It should be a dry night and a firm field for the game, and given that last weekend there were flashes of the brilliant runner that Barrett can be, fingers crossed that the Blues will be aiming to feed their speed kings out wide.
While the Brumbies were ultimately overwhelmed in the final quarter when they lost, 49-34, to the Chiefs last weekend in Hamilton, the men from Canberra are a better team than the 15-point margin indicated.
This could be the match of the round.
Bad luck and trouble
The rugby fates seem to conspire against Blues No 8, Hoskins Sotutu.
Dropped from the All Blacks in 2023 by Ian Foster, an outstanding start to 2024 for the Blues didn’t sway new coach Scott Robertson last year. Sotutu had knee surgery last November and had rehabbed well enough over summer that the 2025 Super season looked like a golden chance to fight for national recognition.
But his comeback goes on hold with the three-week ban for a careless high tackle on the Hurricanes’ Peter Lakai last Saturday. Sotutu is still only 26, and if ever a player deserved a break, he’s one.
There will be sweat
If Saturday afternoon’s game between the Chiefs and the Fijian Drua was in Hamilton the result would probably be a foregone conclusion, a Chiefs victory.
But the match is in Lautoka, which means the most wonderfully noisy and partisan crowd in Super Rugby will be screaming for the Drua. Add in the fact it’ll be rainy and around 30C, and the odds start to level out.
The Chiefs are without Damian McKenzie, recovering from a knee injury, but there’s enough depth in their squad to suggest that although they’ll feel like they’ve run a marathon in a sauna, they should emerge victorious.
Will this be Moana’s breakthrough?
Moana Pasifika get a chance in Albany on Saturday night to break their losing streak of three defeats from three games when they play the Hurricanes.
As well as the contest itself, the focus will be on two players who will make their 2025 starting debuts.
One is the gifted Ruben Love, at fullback for the Canes. Love had major ankle surgery in December and has spent the summer, as he phrased it, learning how to run again. A fully fit Love will be a major threat to Moana’s defensive line.
The other is Moana’s new first five-eighths, Patrick Pellegrini, who looked composed and hugely competent in his team’s nail-biting 31-29 loss to the Highlanders last Friday.
Pellegrini’s nomadic story ranges from being born in Sydney, where his Tongan mother grew up, to playing club rugby in England for Coventry and representing Tonga at the 2024 World Cup. Now 26, he might be the key to unlocking Moana’s full potential.
Welcome back, Codie
There’ll be no easing back into the game for Crusaders hooker Codie Taylor, who’ll start in the front row against the Reds on Sunday afternoon in Christchurch.
Taylor can potentially boost the Crusaders in three areas. His leadership, as a 96-test All Blacks veteran. His ability to break tackles and make the gain line in general play.
And his throwing to the lineout, which is a skill in greater demand in 2025 than ever before, with the 30-second time limit for lineouts now being enforced.
It’s a huge match for the Crusaders. The TAB has them as red-hot favourites, despite the fact the Reds have beaten Moana (56-36) and the Force (28-24) in their opening games of the season.
To appease their own fans, nothing less than a win at home is needed for Rob Penney’s men.
Hailing heroes
I mean no disrespect to Super Rugby, but the highlight of my weekend will be attending the reunion in Te Aroha of the Thames Valley team that beat Australia 16-14 there in 1962.
As a Waihī College schoolkid in ′62, I watched in awe as local farmers, truck drivers, school teachers and stock agents, reduced to 14 men by injury after just seven minutes, showed why real-life sport can eclipse any scripted theatre.
In hindsight, the passion for the drama of sport that the event sparked changed my life.
No rugby bookshelf should be without it
In a staggeringly detailed 524 pages, the 2025 Rugby Almanack covers every area of the men’s and women’s game in New Zealand.
The coverage ranges from fine detail of every test played by the All Blacks and Black Ferns to which club won the Wairarapa-Bush Chris “Moose” Kapene Memorial Cup. (It was Carterton.)
The wonderful thing about the Almanack is that whatever it states will be accurate.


§ WHAT TO DO:
Write the records out again, exactly as they stand below.

Segment Open

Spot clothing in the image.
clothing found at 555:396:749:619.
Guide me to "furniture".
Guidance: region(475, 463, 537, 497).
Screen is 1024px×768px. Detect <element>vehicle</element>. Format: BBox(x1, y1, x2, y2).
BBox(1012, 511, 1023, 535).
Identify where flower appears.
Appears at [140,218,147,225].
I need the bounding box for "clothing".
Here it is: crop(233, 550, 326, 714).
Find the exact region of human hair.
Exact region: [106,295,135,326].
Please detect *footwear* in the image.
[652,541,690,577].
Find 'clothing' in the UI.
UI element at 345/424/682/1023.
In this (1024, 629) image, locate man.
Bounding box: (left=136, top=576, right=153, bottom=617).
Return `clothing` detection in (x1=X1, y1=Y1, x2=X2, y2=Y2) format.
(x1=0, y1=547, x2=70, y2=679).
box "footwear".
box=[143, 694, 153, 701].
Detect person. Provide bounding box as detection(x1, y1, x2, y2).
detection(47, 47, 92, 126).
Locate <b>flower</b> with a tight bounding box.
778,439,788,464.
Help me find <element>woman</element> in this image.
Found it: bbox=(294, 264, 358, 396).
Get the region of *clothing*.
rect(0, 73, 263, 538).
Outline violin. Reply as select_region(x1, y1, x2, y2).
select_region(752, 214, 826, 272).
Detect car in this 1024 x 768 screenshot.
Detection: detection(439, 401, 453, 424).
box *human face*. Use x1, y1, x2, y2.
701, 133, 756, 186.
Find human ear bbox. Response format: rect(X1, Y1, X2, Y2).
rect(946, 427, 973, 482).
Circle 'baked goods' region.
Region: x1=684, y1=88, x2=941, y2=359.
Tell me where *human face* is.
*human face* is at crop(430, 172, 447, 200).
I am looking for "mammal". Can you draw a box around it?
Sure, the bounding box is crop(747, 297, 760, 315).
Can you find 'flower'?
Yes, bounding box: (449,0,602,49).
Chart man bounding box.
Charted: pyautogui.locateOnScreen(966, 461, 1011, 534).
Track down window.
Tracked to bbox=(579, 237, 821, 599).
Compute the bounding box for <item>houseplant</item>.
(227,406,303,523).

Segment Closed

§ TASK OUTPUT:
Spot clothing in the image.
clothing found at 555:396:749:619.
Guide me to "furniture".
Guidance: region(475, 463, 537, 497).
Screen is 1024px×768px. Detect <element>vehicle</element>. Format: BBox(x1, y1, x2, y2).
BBox(1012, 511, 1023, 535).
Identify where flower appears.
Appears at [140,218,147,225].
I need the bounding box for "clothing".
Here it is: crop(233, 550, 326, 714).
Find the exact region of human hair.
Exact region: [106,295,135,326].
Please detect *footwear* in the image.
[652,541,690,577].
Find 'clothing' in the UI.
UI element at 345/424/682/1023.
In this (1024, 629) image, locate man.
Bounding box: (left=136, top=576, right=153, bottom=617).
Return `clothing` detection in (x1=X1, y1=Y1, x2=X2, y2=Y2) format.
(x1=0, y1=547, x2=70, y2=679).
box "footwear".
box=[143, 694, 153, 701].
Detect person. Provide bounding box as detection(x1, y1, x2, y2).
detection(47, 47, 92, 126).
Locate <b>flower</b> with a tight bounding box.
778,439,788,464.
Help me find <element>woman</element> in this image.
Found it: bbox=(294, 264, 358, 396).
Get the region of *clothing*.
rect(0, 73, 263, 538).
Outline violin. Reply as select_region(x1, y1, x2, y2).
select_region(752, 214, 826, 272).
Detect car in this 1024 x 768 screenshot.
Detection: detection(439, 401, 453, 424).
box *human face*. Use x1, y1, x2, y2.
701, 133, 756, 186.
Find human ear bbox. Response format: rect(X1, Y1, X2, Y2).
rect(946, 427, 973, 482).
Circle 'baked goods' region.
Region: x1=684, y1=88, x2=941, y2=359.
Tell me where *human face* is.
*human face* is at crop(430, 172, 447, 200).
I am looking for "mammal". Can you draw a box around it?
Sure, the bounding box is crop(747, 297, 760, 315).
Can you find 'flower'?
Yes, bounding box: (449,0,602,49).
Chart man bounding box.
Charted: pyautogui.locateOnScreen(966, 461, 1011, 534).
Track down window.
Tracked to bbox=(579, 237, 821, 599).
Compute the bounding box for <item>houseplant</item>.
(227,406,303,523).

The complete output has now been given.